We would figure them out.
For now, having my mates close was enough.
I considered Magnus and Grim my “mates,” though Arne had been well on his way before . . . well,that. Sven was a mystery. He wasn’t telling me much. I hoped he would in time, and that his bullying ways wouldn’t come back once we returned to Vikingrune and he had his “reputation” to keep in line with his kinfolk.
Corym E’tar was the newest possibility I couldn’t get my mind off of. We had gotten close and friendly in an unorthodox way—through training and mutual learning while I was his people’s prisoner. Then he pulled the rug out from under me by agreeing with the elven elders that I couldn’t leave their camp on my own volition after learning I was a map to Lady Elayina.
It was a mini-betrayal, in hindsight. Nothing we couldn’t get past. He had stayed in Midgard to be with me, to protect me from the Huscarls who wanted to steal me away. Corym hadabandoned his sister and brethren to stay, and I couldn’t even imagine how much that pained him.
Of course, I had abandoned my family too—knocked out my half-brother Damon, and left Selby Village to join the academy. But this was different, because Corym actually liked his sister, and looked to her for advice.
I hoped he would miss his sister the same way I missed my mother Lindi. I was sad to be away from her, but I knew it was for a good cause I’d flown the coop. I’d see her again.
And now, the Lepers Who Leapt were going to take him from me. After the ordeal we’d just been through—the two of us running and fighting for our lives—it seemed criminal he was going to be ripped away from me.
What was the alternative? Take himtoVikingrune?
The idea made me nauseous. If I thoughtIwas hated at the school for being a bog-blood, he would be downright persecuted. Wouldn’t make it a week before I’d find him strung up from the highest gable of the tallest building, no doubt.
The thought was hard to fathom. I swore to myself I would see him again—I’d find out where Dieter and Frida were keeping him, and I’d come searching once things settled down on Academy Hill.
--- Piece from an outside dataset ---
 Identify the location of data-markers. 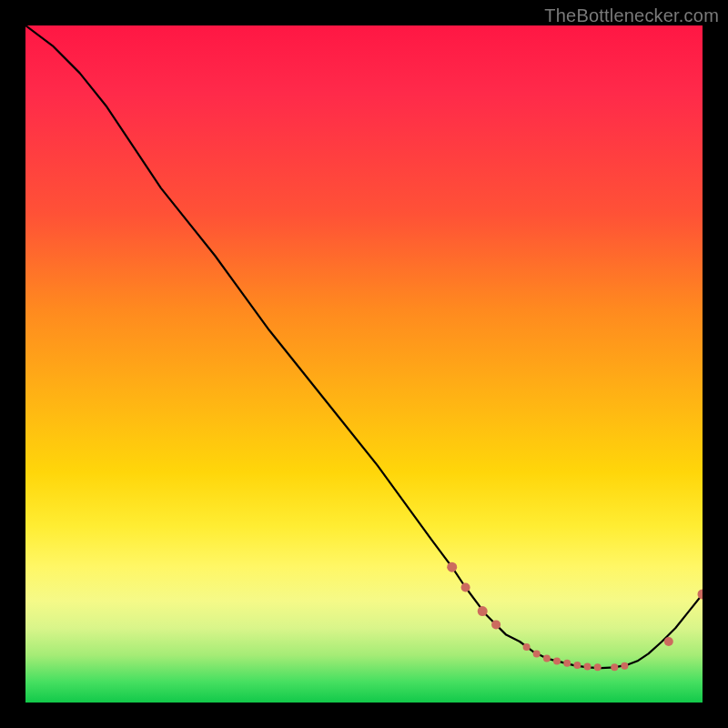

There were other people I missed on that hill, too. Dagny, my cat-shifting, bespectacled friend with the black-and-white bobcut. Thinking about her made me smile.
Randi made me chuckle and made my heart hurt, because my bestie always managed to stay so chipper and bubbly despite being the only dark-skinned girl I’d seen in a sea of white people. She made her own life and happiness, and didn’t let anything or anyone stand in her way.
I could learn a thing or two from Randi Ranttir.
And then, of course, there was my half-brother Eirik. I was ashamed I hadn’t thought of him as much as I should have whilein the elf camp. My torrid memories with Grim and Magnus stole my mind more often than not, along with Arne’s betrayal.
If I was ashamed . . . then what was he? It was shocking to me that he hadn’t joined this group to come rescue me.
My own flesh and blood?Damn.
At the base of the hill where countless soldiers and Lepers had died, a river wrapped around a copse of trees. In the distance, I could see it expanded into a wider lake.
The first order of business was washing the blood and fight off our bodies, I told everyone. They all agreed, and I noticed the lust-filled looks a few of the men gave me.
Grim’s smoldering expression and Magnus’ intense brooding in his gray eyes made me shiver. Even Sven had a haughty I-know-what-you-want smirk on his face, which was stupidly alluring but also concerning. I didn’t know him like I knew the others. Arne looked lost, trying to avoid eye contact with me, and Corym appeared forlorn and calculating, trapped in his own thoughts.
I wondered if the elf was deciding the same thing as I had: How he was going to find me once we were separated.
We helped Dieter, Frida, and the other Lepers drag their fallen comrades away from the fight so they could be buried. With everyone working together, it took little more than an hour to bury our dead in loose soil.
Dieter said a short eulogy over their nameless graves, all of us standing in a circle around the four rectangles of packed earth.
“They fought for what they believed in,” Dieter began, clearing his throat. “They made the leap to join a cause they held dear, not to be so simply discarded by the same institution that had once called them sisters and brothers. The fact they died fighting against that same institution is proof of their validity and vindication. They’ll go to Valhalla to feast with the gods andwage eternal wars against their enemies. Forever may they leap freely, lepers no more.”
“Lepers no more,” Frida and the rebels echoed in a quieter voice.
We bowed our heads, gave the dead a moment of silence, and wandered off toward the base of the cliff.
As we passed the battlefield—the scorched earth from the burnt and icy magic, the bodies already swarming with flies—I wrinkled my nose and frowned.
“What should we do about them?” I asked no one and everyone, gesturing at the body of a man who had been speared through the face by Arne Gornhodr.
“They made their decisions,” Magnus said simply. “They were not our allies, so they shouldn’t be treated as such.”
Magnus Feldraug had the benefit of not being weighed down by emotions like I was. Must have been nice. I wasn’t sure if it was because he was not a purely “living” human, or because of the trauma of his past—maybe even the magical amnesia that had displaced his childhood memories—that made him what he was.